Public schools are directly accountable to the state. The curriculum is aligned to state standards. The tests are aligned to those standards. Teachers are trained to teach to them. School report cards, state interventions, and in a few states even funding formulas often hinge on student performance on those exact tests.
In short, test scores are deeply embedded in the machinery of public education. They aren’t just a measure of student learning—they’re a tool of system-level accountability.
That’s not necessarily a bad thing. In a large, centrally governed system like public education, state tests can provide a consistent (if imperfect) yardstick. They can help identify struggling schools. They can give policymakers a snapshot of equity gaps. And they matter for districts that have little other way to demonstrate progress to the public.

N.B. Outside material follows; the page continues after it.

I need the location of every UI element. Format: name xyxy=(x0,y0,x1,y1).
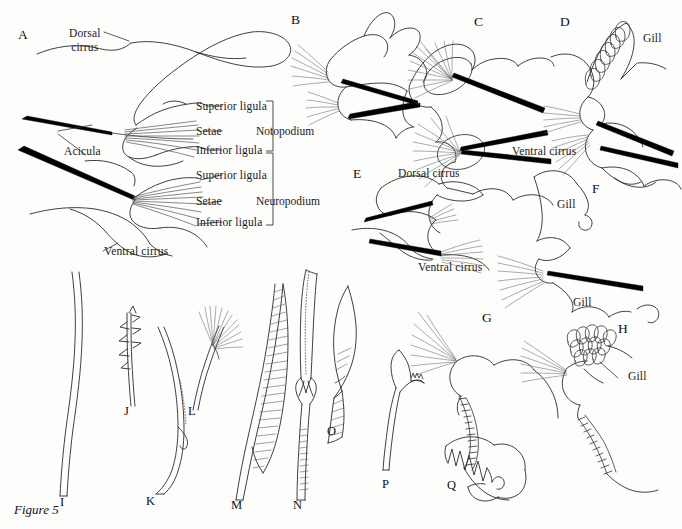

But now imagine a private school participating in a voucher or ESA program. It might use a very different curriculum, such as classical, religious, or Montessori. It may have different sequencing. It may intentionally avoid teaching to the test. And the parents who choose it might care more about school culture, discipline, religious formation, or a safe environment than a state math test score.
So when students at these schools take a test built for the public school system, it’s not surprising that the results might be lower—at least at first.
That doesn’t mean the school isn’t working. It means it’s doing something different.
What This Means for School Choice
The Education Next article reminds us that test scores can matter a lot, especially in large public systems where other forms of information are hard to come by. But in the world of private school choice, they may not tell the whole story.
A school that boosts confidence, builds strong character, or re-engages a disengaged student might not generate big test score gains right away. But it might change the trajectory of that student’s life—leading to graduation, college, or a better job down the line.
And that’s exactly what the AEI report showed. In some cases, the schools that seemed “bad” on test scores actually produced better long-term outcomes.
So for policymakers and researchers, the message is this: test scores are useful, but not sufficient. In public systems, they’re often the best tool we have. But in choice programs, especially those serving disadvantaged families, we should be cautious about using test scores as the sole—or even primary—measure of quality. Context matters, and in private choice programs, testing offers value when they’re used to generate information for parents to make informed decisions rather than as a bludgeon to punish certain schools.
Families don’t choose schools based on test scores alone. They choose schools that align with their values, that make their kids feel safe, or that treat them as individuals. That’s the whole point of school choice: to give families the freedom to pursue what matters most to them.
So yes, test scores matter—but not how you think. And not always where we’re looking.